Posted by Brian Gallutia on May 26, 2009

The following post is a “cut and paste” from a small newsletter article that we sent out back in March of this year.  Over the Memorial Day weekend, spammers who utilize the backscatter method of sending out mass e-mails were in high-gear and jammed customer inboxes with spam that appeared to be coming from their e-mail accounts.

Hopefully the following post will be of benefit to you and your business (and ultimately, your sanity):

Big No-No: E-Mail Links on Web Sites

A long-time customer of ours has had a web site with a third-party hosting company for a few years now. A couple months ago, this customer decided to allow her employees to utilize email accounts under the umbrella of the company’s domain name. In my book, this was a good decision since emailing employee@yourcompanyname.com projects a more professional image than emailing from a personal AOL or Bellsouth address.

After a couple of weeks, the customer called PCS complaining of the huge amount of spam that they were getting in their inboxes. Since the email addresses still had that “new electron smell,” I did some digging and discovered that the company’s web designer put all of the employee’s email addresses on the company web site.

At face value, posting email addresses on a web site is a good idea because one of the primary reasons to have a web site is to open a dialog with potential prospects and customers. Unfortunately, the sad reality is that once your post an email link on a web site, a spammer’s bot will find it, record it, and use it for nefarious spamming purposes, which ultimately will result your company investing in spam fighting solutions that could possibly hinder communications with visitors even further.
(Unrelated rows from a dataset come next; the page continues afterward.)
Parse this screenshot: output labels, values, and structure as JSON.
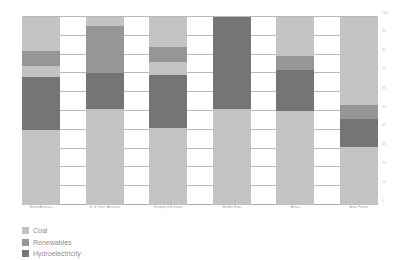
{
  "chart_data": {
    "type": "bar",
    "title": "",
    "subtitle": "",
    "xlabel": "",
    "ylabel": "",
    "stacked": true,
    "normalized_percent": true,
    "grid": true,
    "legend_position": "bottom-left",
    "ylim": [
      0,
      100
    ],
    "yticks": [
      0,
      10,
      20,
      30,
      40,
      50,
      60,
      70,
      80,
      90,
      100
    ],
    "ytick_labels": [
      "0",
      "10",
      "20",
      "30",
      "40",
      "50",
      "60",
      "70",
      "80",
      "90",
      "100"
    ],
    "categories": [
      "North America",
      "S. & Cent. America",
      "Europe & Eurasia",
      "Middle East",
      "Africa",
      "Asia Pacific"
    ],
    "series": [
      {
        "name": "Coal",
        "color": "#c3c3c3",
        "values": [
          40,
          51,
          41,
          51,
          50,
          31
        ]
      },
      {
        "name": "Hydroelectricity",
        "color": "#757575",
        "values": [
          28,
          19,
          28,
          49,
          22,
          15
        ]
      },
      {
        "name": "Renewables",
        "color": "#969696",
        "values": [
          8,
          25,
          8,
          0,
          7,
          7
        ]
      },
      {
        "name": "Coal-top",
        "color": "#c3c3c3",
        "values": [
          24,
          5,
          23,
          0,
          21,
          47
        ]
      }
    ],
    "stack_order_bottom_to_top": [
      "Coal",
      "Hydroelectricity",
      "Renewables",
      "Coal-top"
    ],
    "bars": [
      {
        "category": "North America",
        "segments": [
          {
            "series": "Coal",
            "color": "#c3c3c3",
            "from": 0,
            "to": 40,
            "size": 40
          },
          {
            "series": "Hydroelectricity",
            "color": "#757575",
            "from": 40,
            "to": 68,
            "size": 28
          },
          {
            "series": "Renewables-lower",
            "color": "#c3c3c3",
            "from": 68,
            "to": 74,
            "size": 6
          },
          {
            "series": "Renewables",
            "color": "#969696",
            "from": 74,
            "to": 82,
            "size": 8
          },
          {
            "series": "Coal-top",
            "color": "#c3c3c3",
            "from": 82,
            "to": 100,
            "size": 18
          }
        ]
      },
      {
        "category": "S. & Cent. America",
        "segments": [
          {
            "series": "Coal",
            "color": "#c3c3c3",
            "from": 0,
            "to": 51,
            "size": 51
          },
          {
            "series": "Hydroelectricity",
            "color": "#757575",
            "from": 51,
            "to": 70,
            "size": 19
          },
          {
            "series": "Renewables",
            "color": "#969696",
            "from": 70,
            "to": 95,
            "size": 25
          },
          {
            "series": "Coal-top",
            "color": "#c3c3c3",
            "from": 95,
            "to": 100,
            "size": 5
          }
        ]
      },
      {
        "category": "Europe & Eurasia",
        "segments": [
          {
            "series": "Coal",
            "color": "#c3c3c3",
            "from": 0,
            "to": 41,
            "size": 41
          },
          {
            "series": "Hydroelectricity",
            "color": "#757575",
            "from": 41,
            "to": 69,
            "size": 28
          },
          {
            "series": "Renewables-lower",
            "color": "#c3c3c3",
            "from": 69,
            "to": 76,
            "size": 7
          },
          {
            "series": "Renewables",
            "color": "#969696",
            "from": 76,
            "to": 84,
            "size": 8
          },
          {
            "series": "Coal-top",
            "color": "#c3c3c3",
            "from": 84,
            "to": 100,
            "size": 16
          }
        ]
      },
      {
        "category": "Middle East",
        "segments": [
          {
            "series": "Coal",
            "color": "#c3c3c3",
            "from": 0,
            "to": 51,
            "size": 51
          },
          {
            "series": "Hydroelectricity",
            "color": "#757575",
            "from": 51,
            "to": 100,
            "size": 49
          }
        ]
      },
      {
        "category": "Africa",
        "segments": [
          {
            "series": "Coal",
            "color": "#c3c3c3",
            "from": 0,
            "to": 50,
            "size": 50
          },
          {
            "series": "Hydroelectricity",
            "color": "#757575",
            "from": 50,
            "to": 72,
            "size": 22
          },
          {
            "series": "Renewables",
            "color": "#969696",
            "from": 72,
            "to": 79,
            "size": 7
          },
          {
            "series": "Coal-top",
            "color": "#c3c3c3",
            "from": 79,
            "to": 100,
            "size": 21
          }
        ]
      },
      {
        "category": "Asia Pacific",
        "segments": [
          {
            "series": "Coal",
            "color": "#c3c3c3",
            "from": 0,
            "to": 31,
            "size": 31
          },
          {
            "series": "Hydroelectricity",
            "color": "#757575",
            "from": 31,
            "to": 46,
            "size": 15
          },
          {
            "series": "Renewables",
            "color": "#969696",
            "from": 46,
            "to": 53,
            "size": 7
          },
          {
            "series": "Coal-top",
            "color": "#c3c3c3",
            "from": 53,
            "to": 100,
            "size": 47
          }
        ]
      }
    ],
    "legend": [
      {
        "label": "Coal",
        "color": "#c3c3c3"
      },
      {
        "label": "Renewables",
        "color": "#969696"
      },
      {
        "label": "Hydroelectricity",
        "color": "#757575"
      }
    ]
  },
  "colors": {
    "coal": "#c3c3c3",
    "renewables": "#969696",
    "hydroelectricity": "#757575",
    "gridline": "#b9b9b9",
    "axis": "#a9a9a9",
    "text": "#8f8f8f",
    "tick_text": "#bdbdbd",
    "background": "#ffffff"
  }
}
The best way to avoid this pitfall is to have your web designer create a simple form on your site that will not only hide your email addresses from prying bots, but will also allow you the opportunity to ask the visitor questions in order to zero in on the reason why they’re contacting you. Utilizing an intelligently-designed form will also allow for data retention (IE: “recording” the form submission in a database to be retrieved later) and compensate for employee turnover within an organization.